Carlos Garcia shares why teaching resilience to kids matters. Discover how affirmations shape young minds and create lasting confidence.
Most kids today don't know how to bounce back. They stumble once, and they're done. That's why teaching resilience in kids isn't just feel-good parenting—it's foundational. Without it, they'll fold the moment things get hard.
I just watched copies of the I AM Alphabet Coloring Book arrive, and honestly? Seeing kids already connect with these affirmations hit different. This wasn't some theory I dreamed up. It came from real conversations with young people who needed to hear something true about themselves, not empty hype.
Here's what I noticed: resilience in kids doesn't come from telling them they're special. It comes from giving them tools to talk to themselves when nobody's watching. When a kid learns to say "I am resilient" and actually believes it, something shifts. They start seeing setbacks as temporary, not permanent.
The coloring book works because it meets kids where they are. They're not reading dense self-help books. They're coloring, drawing, and absorbing affirmations without it feeling like a lesson. By the time they finish each page, the message has landed naturally. That's the whole point.
What surprised me most was how fast kids gravitated toward that specific affirmation—"I am resilient." They didn't need to be told why. Something in them knew they needed permission to stay in the fight. Parents told me their kids would color the same pages over and over, like they were reinforcing something true about themselves.
This matters because resilience isn't taught in most schools. It's not on standardized tests. But it's the difference between a kid who tries again and one who gives up. It's the difference between someone who sees failure as feedback versus someone who sees it as proof they suck. Success Scholars was built on this exact idea—that young people need real guidance, not motivation theater.
If you're working with kids, whether you're a parent, teacher, or mentor, you already know they're watching and listening. They're absorbing how you handle setbacks. They're learning whether struggle means something's wrong with them or whether struggle is just part of growing. Building resilience in kids starts with showing them it's possible, then giving them language to talk themselves through hard moments.
The book is in people's hands now. Kids are coloring. Affirmations are sticking. Parents are seeing shifts in how their kids talk about challenges. That's not magic—that's intentional work meeting real need.
Here's your action step: If you know a young person in your life, get them this coloring book or start a simple practice—ask them to tell you one thing they're proud they didn't give up on. Listen. Let them hear themselves say it out loud. That's where resilience starts.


What the task asks | A bare number is all that is needed: how many lines below contain the string "plasmid"?

------------------------------------------------------------

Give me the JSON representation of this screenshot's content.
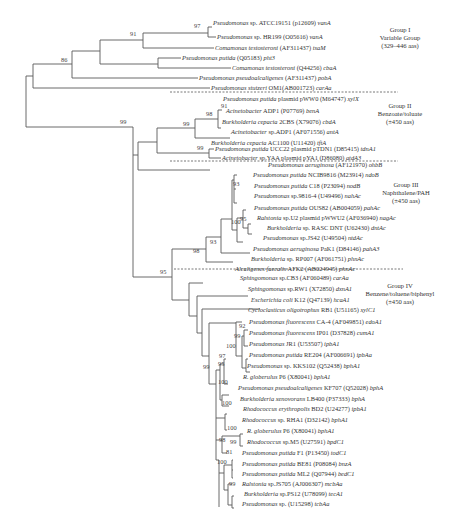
{
  "figure": {
    "type": "phylogenetic-tree",
    "groups": [
      {
        "id": "g1",
        "lines": [
          "Group I",
          "Variable Group",
          "(329–446 aas)"
        ]
      },
      {
        "id": "g2",
        "lines": [
          "Group II",
          "Benzoate/toluate",
          "(±450 aas)"
        ]
      },
      {
        "id": "g3",
        "lines": [
          "Group III",
          "Naphthalene/PAH",
          "(±450 aas)"
        ]
      },
      {
        "id": "g4",
        "lines": [
          "Group IV",
          "Benzene/toluene/biphenyl",
          "(±450 aas)"
        ]
      }
    ],
    "leaves": [
      {
        "species": "Pseudomonas",
        "rest": " sp. ATCC19151 (p12609) ",
        "gene": "vanA"
      },
      {
        "species": "Pseudomonas",
        "rest": " sp. HR199 (O05616) ",
        "gene": "vanA"
      },
      {
        "species": "Comamonas testosteroni",
        "rest": " (AF311437) ",
        "gene": "tsaM"
      },
      {
        "species": "Pseudomonas putida",
        "rest": " (Q05183) ",
        "gene": "pht3"
      },
      {
        "species": "Comamonas testosteroni",
        "rest": " (Q44256) ",
        "gene": "cbaA"
      },
      {
        "species": "Pseudomonas pseudoalcaligenes",
        "rest": " (AF311437) ",
        "gene": "pobA"
      },
      {
        "species": "Pseudomonas stutzeri",
        "rest": " OM1(AB001723) ",
        "gene": "carAa"
      },
      {
        "species": "Pseudomonas putida",
        "rest": " plasmid pWW0 (M64747) ",
        "gene": "xylX"
      },
      {
        "species": "Acinetobacter",
        "rest": " ADP1 (P07769) ",
        "gene": "benA"
      },
      {
        "species": "Burkholderia cepacia",
        "rest": " 2CBS (X79076) ",
        "gene": "cbdA"
      },
      {
        "species": "Acinetobacter",
        "rest": " sp.ADP1 (AF071556) ",
        "gene": "antA"
      },
      {
        "species": "Burkholderia cepacia",
        "rest": " AC1100 (U11420) ",
        "gene": "tftA"
      },
      {
        "species": "Pseudomonas putida",
        "rest": " UCC22 plasmid pTDN1 (D85415) ",
        "gene": "tdnA1"
      },
      {
        "species": "Acinetobacter",
        "rest": " sp.YAA plasmid pYA1 (D86080) ",
        "gene": "atdA3"
      },
      {
        "species": "Pseudomonas aeruginosa",
        "rest": " (AF121970) ",
        "gene": "ohbB"
      },
      {
        "species": "Pseudomonas putida",
        "rest": " NCIB9816 (M23914) ",
        "gene": "ndoB"
      },
      {
        "species": "Pseudomonas putida",
        "rest": " C18 (P23094) ",
        "gene": "nodB"
      },
      {
        "species": "Pseudomonas",
        "rest": " sp.9816-4 (U49496) ",
        "gene": "nahAc"
      },
      {
        "species": "Pseudomonas putida",
        "rest": " OUS82 (AB004059) ",
        "gene": "pahAc"
      },
      {
        "species": "Ralstonia",
        "rest": " sp.U2 plasmid pWWU2 (AF036940) ",
        "gene": "nagAc"
      },
      {
        "species": "Burkholderia",
        "rest": " sp. RASC DNT (U62430) ",
        "gene": "dntAc"
      },
      {
        "species": "Pseudomonas",
        "rest": " sp.JS42 (U49504) ",
        "gene": "ntdAc"
      },
      {
        "species": "Pseudomonas aeruginosa",
        "rest": " PaK1 (D84146) ",
        "gene": "pahA3"
      },
      {
        "species": "Burkholderia",
        "rest": " sp. RP007 (AF061751) ",
        "gene": "phnAc"
      },
      {
        "species": "Alcaligenes faecalis",
        "rest": " AFK2 (AB024945) ",
        "gene": "phnAc"
      },
      {
        "species": "Sphingomonas",
        "rest": " sp.CB3 (AF060489) ",
        "gene": "carAa"
      },
      {
        "species": "Sphingomonas",
        "rest": " sp.RW1 (X72850) ",
        "gene": "dxnA1"
      },
      {
        "species": "Escherichia coli",
        "rest": " K12 (Q47139) ",
        "gene": "hcaA1"
      },
      {
        "species": "Cycloclasticus oligotrophus",
        "rest": " RB1 (U51165) ",
        "gene": "xylC1"
      },
      {
        "species": "Pseudomonas fluorescens",
        "rest": " CA-4 (AF049851) ",
        "gene": "edoA1"
      },
      {
        "species": "Pseudomonas fluorescens",
        "rest": " IP01 (D37828) ",
        "gene": "cumA1"
      },
      {
        "species": "Pseudomonas",
        "rest": " JR1 (U53507) ",
        "gene": "ipbA1"
      },
      {
        "species": "Pseudomonas putida",
        "rest": " RE204 (AF006691) ",
        "gene": "ipbAa"
      },
      {
        "species": "Pseudomonas",
        "rest": " sp. KKS102 (Q52438) ",
        "gene": "bphA1"
      },
      {
        "species": "R. globerulus",
        "rest": " P6 (X80041) ",
        "gene": "bphA1"
      },
      {
        "species": "Pseudomonas pseudoalcaligenes",
        "rest": " KF707 (Q52028) ",
        "gene": "bphA"
      },
      {
        "species": "Burkholderia xenovorans",
        "rest": " LB400 (P37333) ",
        "gene": "bphA"
      },
      {
        "species": "Rhodococcus erythropolis",
        "rest": " BD2 (U24277) ",
        "gene": "ipbA1"
      },
      {
        "species": "Rhodococcus",
        "rest": " sp. RHA1 (D32142) ",
        "gene": "bphA1"
      },
      {
        "species": "R. globerulus",
        "rest": " P6 (X80041) ",
        "gene": "bphA1"
      },
      {
        "species": "Rhodococcus",
        "rest": " sp.M5 (U27591) ",
        "gene": "bpdC1"
      },
      {
        "species": "Pseudomonas putida",
        "rest": " F1 (P13450) ",
        "gene": "todC1"
      },
      {
        "species": "Pseudomonas putida",
        "rest": " BE81 (P08084) ",
        "gene": "bnzA"
      },
      {
        "species": "Pseudomonas putida",
        "rest": " ML2 (Q07944) ",
        "gene": "bedC1"
      },
      {
        "species": "Ralstonia",
        "rest": " sp.JS705 (AJ006307) ",
        "gene": "mcbAa"
      },
      {
        "species": "Burkholderia",
        "rest": " sp.PS12 (U78099) ",
        "gene": "tecA1"
      },
      {
        "species": "Pseudomonas",
        "rest": " sp. (U15298) ",
        "gene": "tcbAa"
      }
    ],
    "bootstrap": {
      "b86": "86",
      "b91a": "91",
      "b97": "97",
      "b99root": "99",
      "b99g2": "99",
      "b98g2": "98",
      "b91g2": "91",
      "b99tdn": "99",
      "b95": "95",
      "b98g3": "98",
      "b93g3": "93",
      "b93n": "93",
      "b100n": "100",
      "b95n": "95",
      "b92": "92",
      "b99f": "99",
      "b100f": "100",
      "b97f": "97",
      "b99g4": "99",
      "b95f": "95",
      "b100b": "100",
      "b100r": "100",
      "b100r2": "100",
      "b98t": "98",
      "b99t": "99",
      "b81": "81",
      "b100t": "100",
      "b99p": "99"
    }
  }
}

------------------------------------------------------------

Answer to the exercise | 4